Together with the Director of Public Prosecutions, Shalimar Ali-Hack, and the Ministry of Social Protection, five Multi-Disciplinary Teams/Agencies (MDT) signed a national protocol for the establishment national CACs.
The signing occurred in December of last year and included other MDT Agencies namely the Guyana Police Force, Ministry of Education, Ministry of Public Health, and two Non- Governmental Organisation Groups – Blossom Inc. and ChildLink Inc.
This development was yesterday made public by the Office of the DPP, which revealed in a statement that the 12- page protocol states that the objective of the CACs is to provide services for sexually abused children and their families.
It explains that CAC is a child-focused, facility-based programme in which representatives from various disciplines will collaborate to conduct interviews with children who have been sexually abused, and for them to make team decisions about the investigation, including forensic interviews, treatment, management and prosecution of child sexual abuse cases.
The signed protocol issued by the Ministry of Social Protection states that there is a general agreement among the stakeholders, in both state agencies and non-state agencies, together with the international community, that child abuse and violence against children is a matter of grave concern in Guyana.
Government in its 2010 Report to the United Nations Committee on the Rights of the Child, identified violence against and the abuse of children as a key area of concern. The Government reiterated, then, its commitment to the protection of children in Guyana.
In 2009 Government passed the Childcare and Protection Agency Act which enabled legislation for the establishment of the Childcare and Protection Agency (CPA), an arm of the Ministry of Social Protection.

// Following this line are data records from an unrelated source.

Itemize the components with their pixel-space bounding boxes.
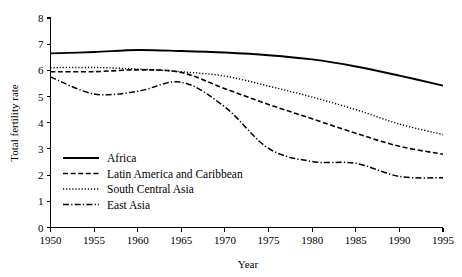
y-tick-label: 8 [38, 12, 44, 24]
legend-label: East Asia [107, 199, 150, 211]
chart-legend: AfricaLatin America and CaribbeanSouth C… [63, 152, 243, 211]
x-tick-label: 1975 [258, 234, 281, 246]
x-tick-label: 1955 [83, 234, 106, 246]
x-tick-label: 1965 [170, 234, 193, 246]
y-axis-title: Total fertility rate [8, 84, 20, 162]
x-tick-label: 1985 [345, 234, 368, 246]
x-tick-label: 1970 [214, 234, 237, 246]
x-tick-label: 1990 [388, 234, 411, 246]
y-axis: 012345678 [38, 12, 51, 234]
x-tick-label: 1960 [127, 234, 150, 246]
series-line-africa [51, 50, 444, 86]
y-tick-label: 2 [38, 169, 44, 181]
fertility-rate-line-chart: 012345678 195019551960196519701975198019… [0, 0, 462, 277]
series-line-latin-america-and-caribbean [51, 70, 444, 154]
x-tick-label: 1950 [40, 234, 63, 246]
y-tick-label: 3 [38, 143, 44, 155]
legend-label: South Central Asia [107, 183, 194, 195]
y-tick-label: 0 [38, 222, 44, 234]
legend-label: Latin America and Caribbean [107, 168, 243, 180]
y-tick-label: 4 [38, 117, 44, 129]
series-line-south-central-asia [51, 67, 444, 134]
x-axis-title: Year [238, 258, 259, 270]
chart-canvas: 012345678 195019551960196519701975198019… [0, 0, 462, 277]
y-tick-label: 5 [38, 91, 44, 103]
legend-label: Africa [107, 152, 136, 164]
x-tick-label: 1980 [301, 234, 324, 246]
x-tick-label: 1995 [432, 234, 455, 246]
x-axis: 1950195519601965197019751980198519901995 [40, 228, 455, 246]
y-tick-label: 6 [38, 64, 44, 76]
y-tick-label: 1 [38, 195, 44, 207]
y-tick-label: 7 [38, 38, 44, 50]
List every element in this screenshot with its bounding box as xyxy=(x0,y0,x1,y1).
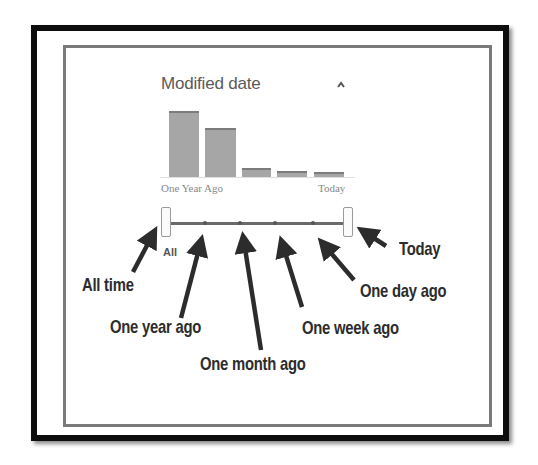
annotation-one-year-ago: One year ago xyxy=(110,316,201,338)
annotation-one-week-ago: One week ago xyxy=(302,317,399,339)
slider-handle-max[interactable] xyxy=(343,207,353,237)
annotation-all-time: All time xyxy=(82,274,134,296)
annotation-today: Today xyxy=(399,238,440,260)
annotation-one-day-ago: One day ago xyxy=(360,280,446,302)
histogram-baseline xyxy=(160,177,355,178)
histogram-bar[interactable] xyxy=(205,128,236,177)
axis-label-left: One Year Ago xyxy=(161,182,223,194)
annotation-one-month-ago: One month ago xyxy=(200,353,306,375)
slider-tick[interactable] xyxy=(238,221,242,225)
panel-title: Modified date xyxy=(161,74,260,94)
slider-track[interactable] xyxy=(166,222,348,225)
histogram-bar[interactable] xyxy=(169,111,199,177)
slider-tick[interactable] xyxy=(311,221,315,225)
chevron-up-icon[interactable] xyxy=(336,80,346,90)
slider-handle-min[interactable] xyxy=(161,207,171,237)
histogram-bar[interactable] xyxy=(242,168,271,177)
slider-tick[interactable] xyxy=(203,221,207,225)
slider-tick[interactable] xyxy=(273,221,277,225)
slider-min-label: All xyxy=(163,246,177,258)
axis-label-right: Today xyxy=(318,182,345,194)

And according to the CPA, while its collaborative work with other agencies and organisations to address maltreatment and abuse of children in Guyana has resulted in an increase in the number of cases being reported and an improvement in services to children, there are still challenges in data collection, treatment of children who have been abused, and the investigation and prosecution of child abuse cases.
The CPA, moreover, will be the oversight body for the operations of the CACs and will provide a safe, child-friendly location where children are interviewed by a trained forensic interviewer about sexual abuse that they experienced. The interview will be recorded and will serve as a visual record of the child’s statement.
While an interview is in progress, it will be observed on a screen in an adjoining room by the Forensic Interview Team (FIT).
The CAC model has been adopted from a USA model, and aims to increase the successful prosecution of perpetrators as well as offer therapeutic services to victims and their families, and to reduce the chances of the victim suffering any repeated occurrences. The CAC Protocol will moreover serve as guiding principles for all CACs in Guyana and is mandatory when developing and building CACs and MDT in various communities.